After the second accident DH at least discovered the issue with the wing, re-profiling the leading edge. Meanwhile BOAC directed its pilots to add 1000’ to the take-off run and keep the nose on the ground until they’d reached V2 and the aircraft could climb away even with one engine failed.

To keep everyone on their toes in May 1953 another BOAC Comet plunged into the ground just after take-off from Calcutta, this time issues with the wing leading edge weren’t to blame as they were no longer attached to the airframe. This was determined to be due to the pilots over-stressing the aircraft in turbulence, all Comets were subsequently fitted with a weather radar to give them a chance of avoiding turbulence, and artificial feel to give the stick monkeys an indication they were in danger of being too enthusiastic.

Keeping to the annual schedule in January 1954 in one of the more famous aircraft accidents, G-ALYP came apart in flight over the Mediterranean with the loss of all onboard. The Abell Committee was established to investigate it and in a no way politically motivated move the Comet was returned to flight on the 23 of March 1954. Two weeks later G-ALYY repeated the trick disappearing near Naples. The Comet’s Certificate of Airworthiness was revoked and the Cohen Committee was established to do what the Abell Committee should have.

Contrary to popular legend this was not due to the Comet having square windows. Or even windows. The crack in the fuselage that caused the first disaster actually promulgated from a rivet hole around the cut-out, or window, for the ADF mounting which had been damaged and repaired during manufacture. The Comet’s actual windows had perfectly sensible rounded corners, the manufacturers of the Mosquito not being complete amateurs. Even in the water tank testing as part of the investigation, the windows remained intact with failure occurring at a bolt hole.undefined

Where de Havilland did show a lack of experience, because they were literally the first people to produce a jet airliner, was in the manufacturing techniques used. These, combined with the thin-gauge metal construction to keep the aircraft’s mass as low as possible, made it liable to stress concentrations at the rivet holes which were punched into the material. It was these punched rivet holes that were the initiation points for the explosive decompressions. Both rivet holes manufacture and skin thickness were improved for the subsequent Comet models but the reputational damage was already done and the aircraft would never fulfil its early promise. In total 114 Comets were built with 25 being lost, 7 alone in the first two years of operations.

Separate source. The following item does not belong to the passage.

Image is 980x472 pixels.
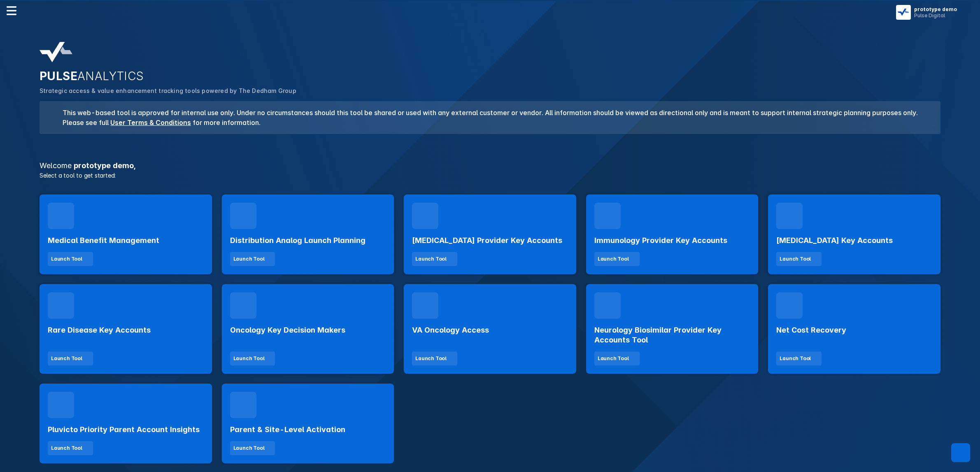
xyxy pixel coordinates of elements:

7. Gloster Meteor ‘Meteorite on the night’

The Gloster Meteor is sometimes overlooked by the kind of people who fetishize Nazi wonder weapons on the grounds it was less glamorous than the swept wing, axial flow engined Me 262. On the flipside the Meteor’s conservative ruggedness meant it could go longer than 25 hours without needing its engines changed and managed more than a couple of years in service before the regime that created it ceased to exist under the weight of its own contradictions, and Allied artillery. In fact, thanks to Martin-Baker two of them continue in use today as ejection seat test platforms, take that Messerschmitt.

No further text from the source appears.